Computer Chess Club Archives


Search

Terms

Messages

Subject: What does the number of nodes represent?

Author: John Coffey

Date: 13:38:53 09/18/98


When a computer (such as crafty) lists the number of nodes that it has looked
at, does the number represent all the variations in the tree examines or does
it represent only the leaf positions evaluated?

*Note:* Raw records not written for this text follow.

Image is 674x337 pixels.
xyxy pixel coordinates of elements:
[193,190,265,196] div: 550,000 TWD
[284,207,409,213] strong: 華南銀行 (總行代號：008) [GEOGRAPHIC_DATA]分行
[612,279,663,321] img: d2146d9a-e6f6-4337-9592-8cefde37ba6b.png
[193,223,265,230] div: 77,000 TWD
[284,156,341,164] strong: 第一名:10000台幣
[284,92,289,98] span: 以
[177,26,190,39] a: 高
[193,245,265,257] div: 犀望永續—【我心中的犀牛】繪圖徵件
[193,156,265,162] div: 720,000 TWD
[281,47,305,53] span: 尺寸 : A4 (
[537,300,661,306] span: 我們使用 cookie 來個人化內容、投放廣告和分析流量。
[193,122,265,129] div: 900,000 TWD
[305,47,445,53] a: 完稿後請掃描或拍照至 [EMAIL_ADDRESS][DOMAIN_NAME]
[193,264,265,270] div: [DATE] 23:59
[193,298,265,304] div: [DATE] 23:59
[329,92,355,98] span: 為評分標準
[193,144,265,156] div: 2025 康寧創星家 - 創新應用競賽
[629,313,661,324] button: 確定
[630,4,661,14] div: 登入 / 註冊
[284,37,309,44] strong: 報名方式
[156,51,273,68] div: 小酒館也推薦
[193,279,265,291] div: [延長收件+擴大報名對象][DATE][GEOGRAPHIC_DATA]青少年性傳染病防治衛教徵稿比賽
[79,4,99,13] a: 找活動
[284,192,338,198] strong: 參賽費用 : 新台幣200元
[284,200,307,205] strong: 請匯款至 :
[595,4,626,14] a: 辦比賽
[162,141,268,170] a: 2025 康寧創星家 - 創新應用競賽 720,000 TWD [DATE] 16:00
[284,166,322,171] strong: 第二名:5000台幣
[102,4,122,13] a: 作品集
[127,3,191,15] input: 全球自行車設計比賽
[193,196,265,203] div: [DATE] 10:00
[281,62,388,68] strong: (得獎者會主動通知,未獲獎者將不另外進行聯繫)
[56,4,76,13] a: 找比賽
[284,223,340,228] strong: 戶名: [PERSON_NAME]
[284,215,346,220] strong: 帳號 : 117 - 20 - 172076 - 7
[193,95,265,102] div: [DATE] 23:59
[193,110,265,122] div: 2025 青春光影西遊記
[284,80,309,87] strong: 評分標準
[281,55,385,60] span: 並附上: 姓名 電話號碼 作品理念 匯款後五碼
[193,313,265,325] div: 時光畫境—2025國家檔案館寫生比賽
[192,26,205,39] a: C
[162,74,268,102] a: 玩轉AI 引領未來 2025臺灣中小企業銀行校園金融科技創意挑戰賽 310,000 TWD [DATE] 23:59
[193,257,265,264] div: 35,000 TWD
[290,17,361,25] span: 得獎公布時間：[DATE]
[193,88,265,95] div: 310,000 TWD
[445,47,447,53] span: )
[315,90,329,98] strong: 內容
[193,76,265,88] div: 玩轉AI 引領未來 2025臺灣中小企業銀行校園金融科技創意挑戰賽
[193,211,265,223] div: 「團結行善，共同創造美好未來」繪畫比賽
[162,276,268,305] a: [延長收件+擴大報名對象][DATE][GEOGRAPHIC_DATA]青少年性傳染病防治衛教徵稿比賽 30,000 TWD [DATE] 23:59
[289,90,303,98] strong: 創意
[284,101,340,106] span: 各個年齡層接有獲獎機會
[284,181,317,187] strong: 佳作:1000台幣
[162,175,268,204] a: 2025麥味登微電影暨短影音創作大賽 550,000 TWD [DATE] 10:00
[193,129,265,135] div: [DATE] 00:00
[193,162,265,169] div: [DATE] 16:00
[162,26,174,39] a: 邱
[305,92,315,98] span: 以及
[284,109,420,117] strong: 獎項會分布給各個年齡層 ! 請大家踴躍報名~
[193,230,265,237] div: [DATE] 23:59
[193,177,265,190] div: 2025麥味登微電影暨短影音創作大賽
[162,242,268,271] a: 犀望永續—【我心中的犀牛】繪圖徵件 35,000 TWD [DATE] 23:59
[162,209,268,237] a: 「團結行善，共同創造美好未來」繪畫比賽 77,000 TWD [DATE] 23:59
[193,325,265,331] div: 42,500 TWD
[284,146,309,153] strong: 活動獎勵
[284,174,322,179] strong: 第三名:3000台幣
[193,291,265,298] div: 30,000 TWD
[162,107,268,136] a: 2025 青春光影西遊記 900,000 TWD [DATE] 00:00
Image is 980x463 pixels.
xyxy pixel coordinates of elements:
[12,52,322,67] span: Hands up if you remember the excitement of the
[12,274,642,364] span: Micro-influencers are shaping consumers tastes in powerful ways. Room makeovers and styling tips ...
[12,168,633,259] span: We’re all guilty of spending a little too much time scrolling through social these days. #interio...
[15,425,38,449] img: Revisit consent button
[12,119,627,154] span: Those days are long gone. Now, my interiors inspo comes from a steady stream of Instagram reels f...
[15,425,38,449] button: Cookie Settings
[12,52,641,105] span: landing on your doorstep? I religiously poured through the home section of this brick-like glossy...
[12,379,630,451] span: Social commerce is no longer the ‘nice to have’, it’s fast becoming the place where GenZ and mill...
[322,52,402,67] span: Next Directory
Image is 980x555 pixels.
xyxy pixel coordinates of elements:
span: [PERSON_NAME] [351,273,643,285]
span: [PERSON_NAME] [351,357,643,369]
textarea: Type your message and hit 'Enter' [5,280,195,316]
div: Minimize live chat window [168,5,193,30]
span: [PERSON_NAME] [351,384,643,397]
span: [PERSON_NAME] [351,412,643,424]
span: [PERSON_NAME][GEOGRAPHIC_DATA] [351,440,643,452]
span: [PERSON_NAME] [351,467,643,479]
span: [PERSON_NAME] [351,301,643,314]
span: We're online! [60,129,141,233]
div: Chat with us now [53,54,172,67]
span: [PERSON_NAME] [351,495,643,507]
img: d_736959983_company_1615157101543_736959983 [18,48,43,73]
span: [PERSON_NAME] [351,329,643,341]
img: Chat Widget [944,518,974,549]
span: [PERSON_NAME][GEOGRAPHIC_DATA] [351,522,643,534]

On a 200mhz computer, Fritz5 claims to examine 200,000 positions per second, and
Crafty only about 80,000 per second.  Yesterday I was only getting about 50,000
positions per second out of Crafty on a 400 mhz PII, so I wonder how
much Windows 95 drags down the search?  Could this be a reason why some chess
programs still use DOS?

Even if we accept the Fritz numbers, we are still talking about a thousand
clock cycles per "node."  Offhand that seems like a lot.  If someone were
to write an engine that was strictly tactical (like a mate search), I wonder how
many clock cycles it would need per node?   It makes me wonder if chess
algorithms could not be optimized somewhat?  (I am not saying that they can
be optimized, just that I am wondering about it.)

Best wishes,

John Coffey



This page took 0 seconds to execute

Last modified: Thu, 15 Apr 21 08:11:13 -0700

Current Computer Chess Club Forums at Talkchess. This site by Sean Mintz.